Soon my mzungu pal and the girl are making eyes secretly at each other. The 40 year-old feller gets uneasy, and loudly says they are leaving after just one drink.

“But you said we were here for nyama,” Miss Twenty pleads, but Bwana Forty is having nothing of it. My pal is wistful. “She looks pretty like that Lupita,” he sighs, “Short haired and beautifully dark skinned.”

“Ooh,” I tease him, “the sad wonders of what might have been.” Three minutes later, there’s a waiter who slips a note with the young lady’s number and name – let’s call her Valerie – into it.

Turns out she simply slipped her ‘old’ man by going to the loo, waylaid a waiter, asked him for a pen and piece of paper to put her contacts on, and for a hundred bob, sent him on his way.

Then innocently rejoined her old man.

These are the brave and brazen lasses of today, barely out of high school and already wise in the wicked ways of the world. And the weakness of men. And over the weekend in Masaku, Men Only got to see other ways these young ladies go.

These post-high school drama princesses can drink up a storm. They are like the persona in the Arctic Monkeys song who throws up lightning, and sits at a bar table like a General who has never lost a war. They also smoke bhang!

They wear skimpy clothes, never mind the weather. Come rain, come shine, come cold, come frost, go to Limuru, they are dressed for the beach. And other hot locales. Plus sunglasses.

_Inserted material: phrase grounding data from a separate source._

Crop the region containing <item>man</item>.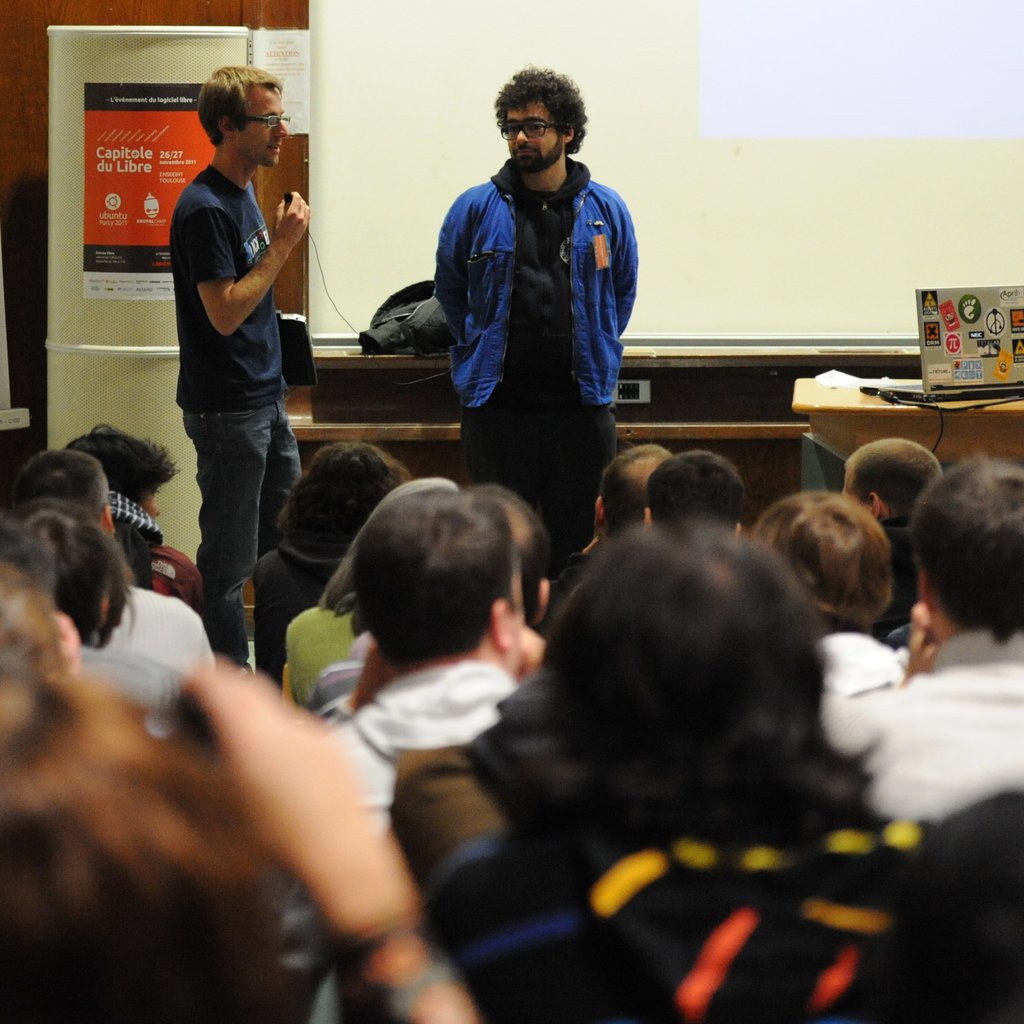
Crop region: {"left": 269, "top": 479, "right": 524, "bottom": 1007}.
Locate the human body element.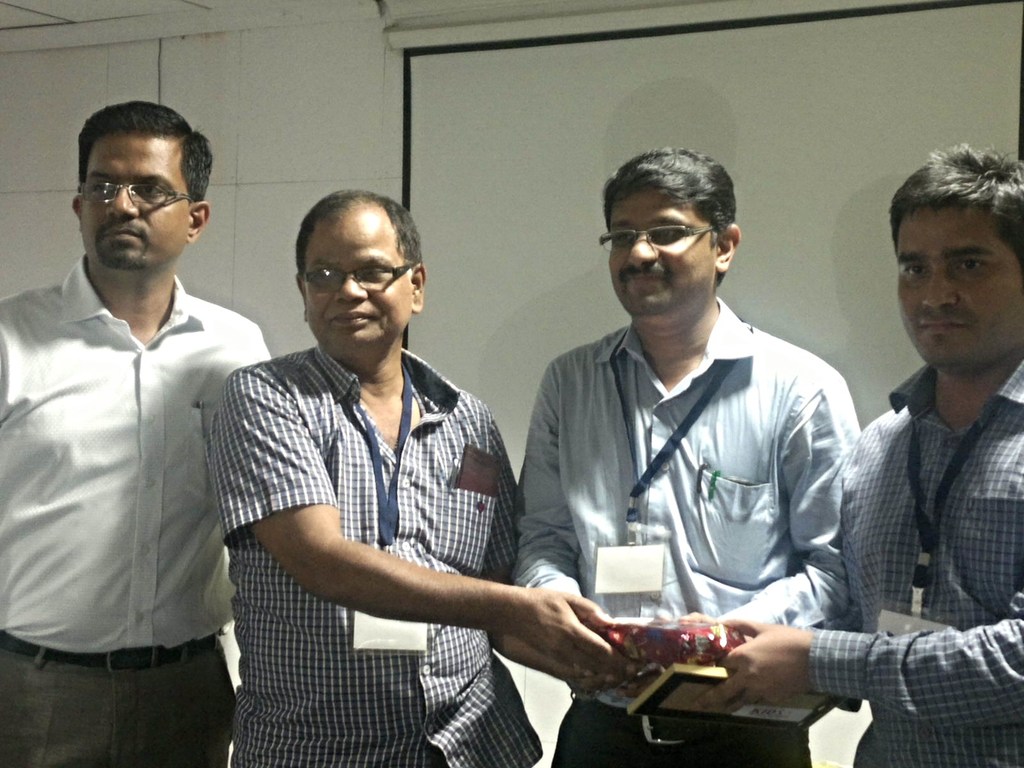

But what really scares me these days are the body tattoos (ati ‘body art’) and tongue rings. One day they’ll kiss (many are lipstick lesbos), their tongue rings entangle, and the spectacle leave everyone speechless — and tongueless.

Loud, rowdy and rude, not vox angelica at all, I remember an old professor pal of mine saying to this type who had invaded our table in Lamu one evening, “So nice to see young girls having a time so boisterous. I mean, so very ladylike.” And it goes without saying they are exhibitionists and all dream of being models. With the space for magazine covers limited, they take nudie pictures and become self publishers on the Internet — not for notoriety, but for the sake of posterity and for future generations.

So we go back full circle. What became of Valerie and the mzungu boy? As it turned out, she is in a Nairobi campus, and she was his lass for Lover’s Friday because as she put it, “My mzee is taking his wife out for dinner today, but kesho (last Saturday) he is taking me to Masaku to see the park, then Sunday is his family day, as always.”